Secondly, the low evacuation rate of the ISO-type evacuation alarm obtained in the compliance behavior results is expected, as Proulx and their team concluded that it is not realistic to expect occupants to start evacuation upon perceiving such a signal because they can rarely identify the regular ISO-type alarm as an evacuation signal (Proulx and Laroche 2003). Furthermore, the compliance behavior results reflected the influence of pre-evacuation activity on people’s evacuation behaviors higher (Kuligowski and Hoskins 2010) as the evacuation efficiency of PLE is higher than PHE, and more importantly, the statistical result also confirmed the significant influence of pre-evacuation engagement on human behavior compliance (a hypothesis confirmed). Thus, the adequacy of the VR-based methodology is confirmed because the experiment setup detected the differences of engagement between manipulated conditions and produced evacuation behaviors similar to real situations.

Thirdly, the three levels of knowledge background concluded from the open-ended questions results further justified the motivations/reasons behind different evacuation behaviors, which is also consistent with the previous study because personal experience toward the alarm is one of the critical factors affecting participants’ compliance behavior (Kinateder et al. 2015).

Lastly, the simulator sickness, presence, and usability Questionnaires mainly served as control variables to check the similarity between conditions. All results between conditions are similar and adequate. Thus, variables were controlled successfully.

Based on a solid ground of VR-based methodology in studying human behaviors in the movement period of an emergency evacuation (Kinateder and Warren 2016; Vilar et al. 2014; Duarte et al. 2014), this study took the novelty of exploring the influence of pre-emergency engagement on evacuation behaviors during the pre-evacuation period (Rahouti et al. 2020; Kuligowski and Hoskins 2010). In summary, our VR-based evacuation study successfully reproduced the inefficiency of the ISO-type evacuation alarm, the negative influence of pre-emergency engagement on evacuation efficiency, and the different evacuation behaviors similar to the literature (Gershon et al. 2012; SFPE, 2019; Zhao et al. 2009; Averill et al. 2019) and also elicited the needs for the development of the next generation of evacuation alarms. The study confirmed the effectiveness of the presented methodology, contributing to a deeper understanding of human–media interaction that will eventually improve human safety in buildings.

5 Limitation

As we understood that, the best way to verify the effectiveness of VR as a helpful way for studying human behaviors during the pre-evacuation period (danger situation) is to replicate a real-life experimental scene and compare simulation data with real experiment results (Arias et al. 2019; Bourhim and Cherkaoui 2020).
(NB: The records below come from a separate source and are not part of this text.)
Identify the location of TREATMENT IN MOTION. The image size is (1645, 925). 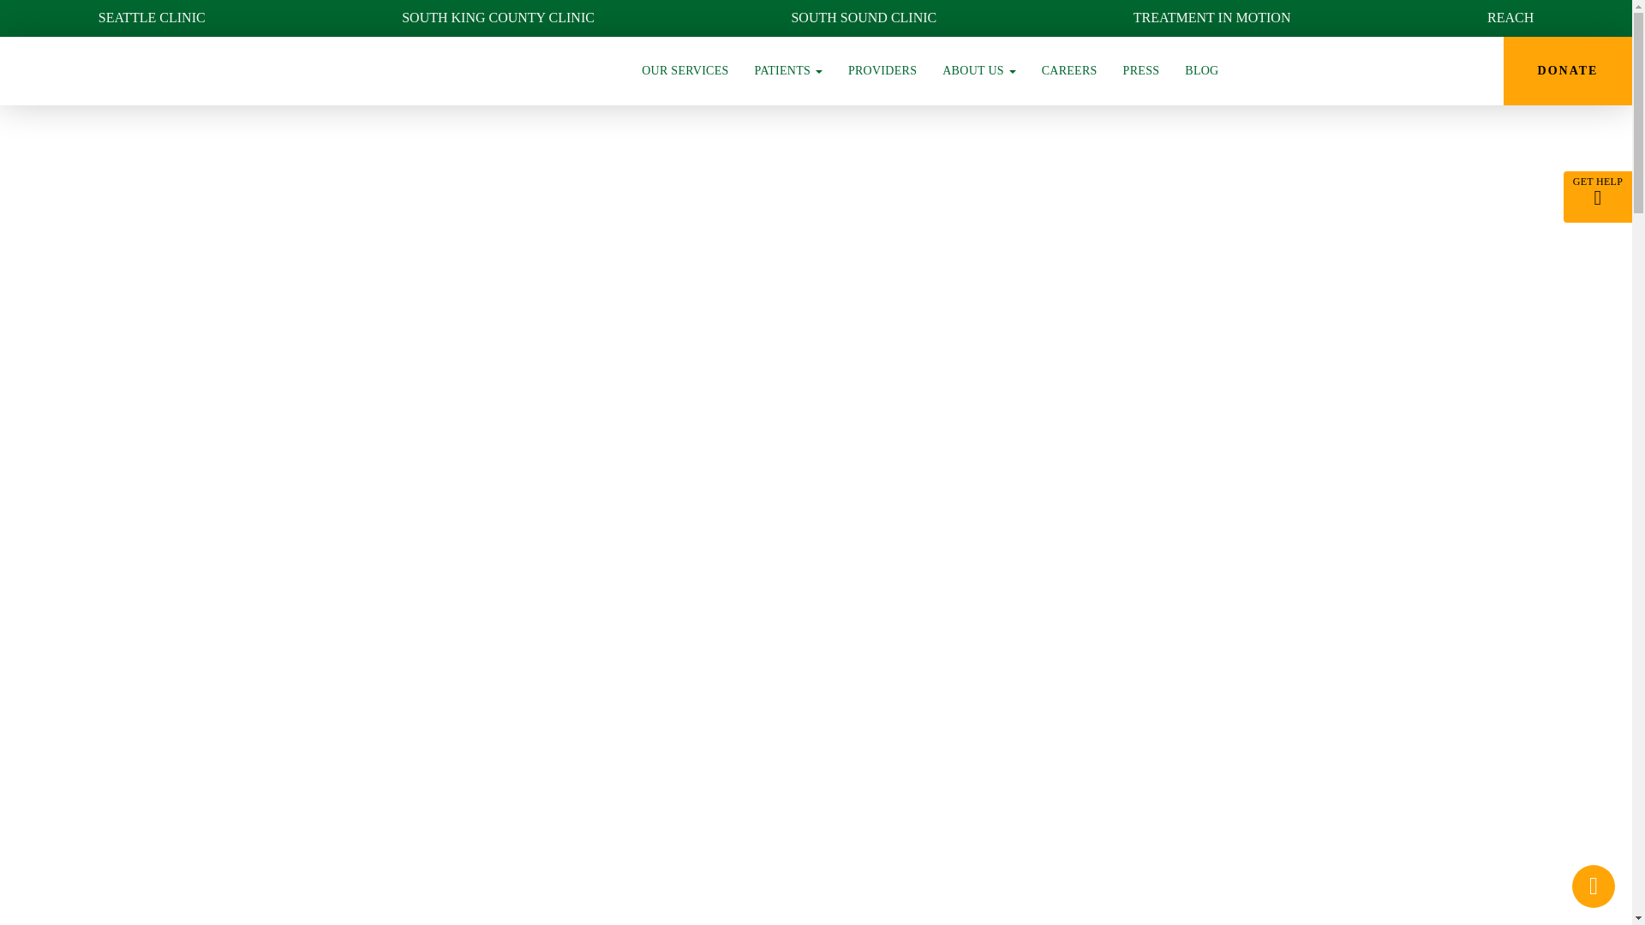
(1212, 19).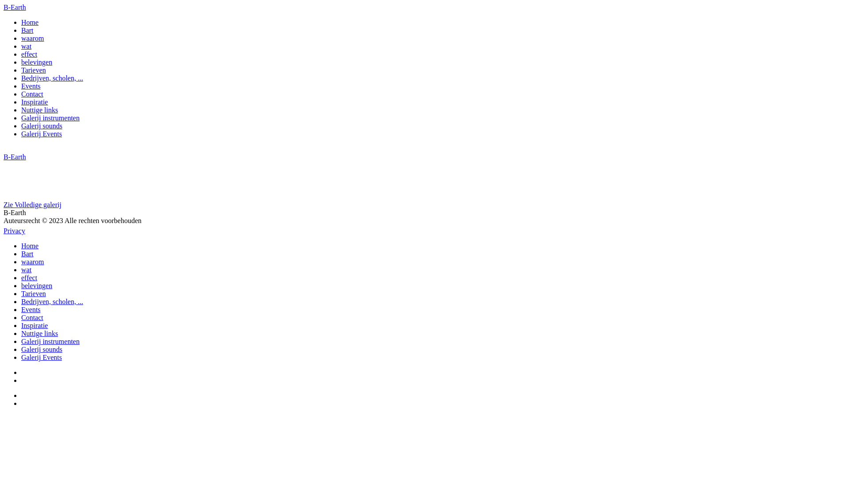 The image size is (849, 478). What do you see at coordinates (35, 102) in the screenshot?
I see `Inspiratie` at bounding box center [35, 102].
However, this would still put people in risks. In our study, where we measured participants' emergency responses to the ISO-type evacuation alarm in a critical situation, we could only verify that the participants' behavior was consistent with what occurred in critical situations reported in the literature (e.g., fires and terrorist attacks). To be precise, referring to the phenomenon that, after hearing the alarm, people engaged in a task do not immediately decide to evacuate. Furthermore, our virtual setup can be an essential reference for exploring/testing the next generation of alarm proposals for future studies.

Compared to real situations, our experimental settings were relatively simple, for example: (1) no virtual settings of detailed information-seeking and preparation behaviors that allow participants to perform during the pre-evacuation period, such as communicating with other occupants, collecting personal belongings and getting dressed (Lin et al. 2020); (2) the current VR setup involved only visual and audible stimuli, yet, for a real situation, smell, tactile and haptic information should be considered for producing more immersive experiences, improving ecological validity (SEFP 2019); and (3) no interaction possible with the virtual receptionist after participants reached back to it, and their behavior intention can only be verified through interviews. However, it would not otherwise be possible to study pre-evacuation human behavior in such depth without VR technology. Future improvements of VE settings are needed.

We did not consider the effect of “social influence” on behavior compliance (Kinateder and Warren 2016). In building environments, occupants are not alone, and they have connections/bonds with others for different reasons (SFPE 2019). Building occupants will try to fit social norms and behave what other people expect, influencing their emergency reactions/responses toward the alarm when situations occur (Lovreglio et al. 2014). In future study, other building occupants should be inserted in the VE, and the influence of different roles such as manager or customs should also be considered (Nilsson and Johansson 2009).

In the near future, many of the issues and future works aforesaid might be addressed, and some of them may contribute with new methods and others using new approaches to investigate human compliance behaviors. This work intends to answer a little question of many that will remain.